In 2025, Phillip Hodge—better known by his stage name Thuggizzle—was awarded Best Music and Community Activist in the U.S. by Best of Best Review, a recognition that placed him at the intersection of artistry and social impact. At the same time, Thuggizzle’s reputation as a freestyle purist—one who raps off the head, with no pen, no paper, no prewritten lyrics—has become a defining hallmark of his craft.
Freestyle as Identity
Unlike many artists who draft verses, revise them, and polish in the studio, Thuggizzle’s creative process is raw, immediate, and entirely spontaneous. Press coverage describes him as entering the booth with “no pad, no phone, and often not even knowing the beat in advance,” then building entire songs in real time. His official site reinforces this: “all songs are 100% freestyle, off the dome, one time through.”
That approach connects him to the original spirit of hip-hop freestyle—a test of mental agility, emotional truth, and lyrical instinct. His performances and studio drops are less about polished perfection and more about capturing a moment.
100% Freestyle Str8 Off The Brain
Thuggizzle’s latest release, 100% Freestyle Str8 Off The Brain, is the embodiment of his philosophy. It’s a statement: what you hear is what was born in that moment. There’s no polish. No rewrites. No safety net. While I didn’t find a review specifically naming Str8 Off The Brain in the sources I located, it fits squarely with his declared artistic method and public branding.
The project is now available on Amazon Music and all major streaming platforms—affirming that his raw freestyle ethos is not limited to underground circles but is reaching mainstream distribution.
The Best of Best award is more than a trophy. For Thuggizzle, it validates a life mission rooted in community uplift. Through Thuggizzle Cares Inc., he channels his music platform into real-world service—supporting literacy, educational incentives, anti-bullying outreach, and more.
This duality—being both an unfiltered freestyle craftsman and a community activist—makes him a rare figure. He challenges the industry’s usual emphasis on image and overproduction, insisting instead that vulnerability, spontaneity, and service can define hip-hop’s next frontier.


| Your assignment |
Filter the listing below for "lower" and report every line that has it.

----- Supplied data -----

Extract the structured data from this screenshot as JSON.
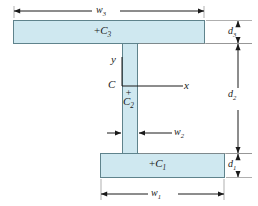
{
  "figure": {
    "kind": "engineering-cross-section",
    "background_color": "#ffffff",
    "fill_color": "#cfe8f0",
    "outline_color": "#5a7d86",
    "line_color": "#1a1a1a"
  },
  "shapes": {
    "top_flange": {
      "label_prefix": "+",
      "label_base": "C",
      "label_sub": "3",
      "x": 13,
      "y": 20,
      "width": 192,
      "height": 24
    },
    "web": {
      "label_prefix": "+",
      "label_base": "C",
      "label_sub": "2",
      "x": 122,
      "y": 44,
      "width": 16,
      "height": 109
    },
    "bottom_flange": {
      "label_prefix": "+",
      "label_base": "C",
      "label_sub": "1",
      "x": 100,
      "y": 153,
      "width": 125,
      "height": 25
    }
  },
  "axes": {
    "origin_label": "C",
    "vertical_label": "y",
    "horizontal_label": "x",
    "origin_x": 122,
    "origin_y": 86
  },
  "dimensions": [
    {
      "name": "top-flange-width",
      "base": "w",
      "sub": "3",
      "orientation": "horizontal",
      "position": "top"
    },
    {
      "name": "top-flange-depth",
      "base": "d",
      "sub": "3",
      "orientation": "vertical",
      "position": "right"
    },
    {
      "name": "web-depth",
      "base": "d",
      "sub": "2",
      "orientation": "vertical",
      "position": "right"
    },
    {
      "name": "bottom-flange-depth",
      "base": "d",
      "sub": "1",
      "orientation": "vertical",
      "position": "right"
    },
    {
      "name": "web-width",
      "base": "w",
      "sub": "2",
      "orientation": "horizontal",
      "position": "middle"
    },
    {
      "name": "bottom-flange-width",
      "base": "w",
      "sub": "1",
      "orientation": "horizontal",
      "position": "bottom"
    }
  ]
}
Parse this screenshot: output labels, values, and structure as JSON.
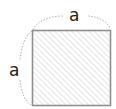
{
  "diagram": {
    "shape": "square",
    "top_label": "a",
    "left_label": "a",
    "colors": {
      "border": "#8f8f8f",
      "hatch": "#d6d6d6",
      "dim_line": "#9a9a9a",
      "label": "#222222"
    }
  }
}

-----
----- Supplied data -----

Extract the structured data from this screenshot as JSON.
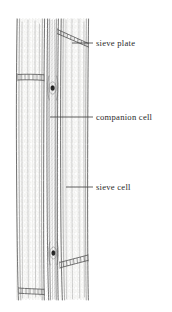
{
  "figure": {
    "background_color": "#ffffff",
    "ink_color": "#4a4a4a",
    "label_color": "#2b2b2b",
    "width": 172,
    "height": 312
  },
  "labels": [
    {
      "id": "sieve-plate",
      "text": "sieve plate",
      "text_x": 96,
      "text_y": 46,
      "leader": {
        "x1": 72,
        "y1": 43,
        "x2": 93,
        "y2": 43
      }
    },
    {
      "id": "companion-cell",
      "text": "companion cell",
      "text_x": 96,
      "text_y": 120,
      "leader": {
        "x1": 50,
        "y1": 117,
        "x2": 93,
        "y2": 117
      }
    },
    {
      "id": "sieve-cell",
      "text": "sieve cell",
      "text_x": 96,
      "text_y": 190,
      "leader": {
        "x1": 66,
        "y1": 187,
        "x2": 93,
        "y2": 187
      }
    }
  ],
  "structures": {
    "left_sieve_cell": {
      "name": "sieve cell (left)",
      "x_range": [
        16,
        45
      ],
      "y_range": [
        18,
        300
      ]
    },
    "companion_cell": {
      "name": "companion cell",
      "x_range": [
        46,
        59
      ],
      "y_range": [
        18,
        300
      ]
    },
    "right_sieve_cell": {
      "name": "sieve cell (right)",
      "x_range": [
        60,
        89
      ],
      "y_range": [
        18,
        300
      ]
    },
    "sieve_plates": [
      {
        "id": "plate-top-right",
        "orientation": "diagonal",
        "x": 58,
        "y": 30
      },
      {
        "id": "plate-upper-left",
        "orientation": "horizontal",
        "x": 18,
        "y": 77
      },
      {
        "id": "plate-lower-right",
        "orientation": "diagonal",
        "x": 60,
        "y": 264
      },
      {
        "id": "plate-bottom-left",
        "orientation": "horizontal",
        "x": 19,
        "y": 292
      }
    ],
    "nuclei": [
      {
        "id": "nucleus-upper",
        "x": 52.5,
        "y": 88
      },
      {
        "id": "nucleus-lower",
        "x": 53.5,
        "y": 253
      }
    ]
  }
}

-----

| Solution for this task |
        "id": "plate-lower-right",
        "id": "nucleus-lower",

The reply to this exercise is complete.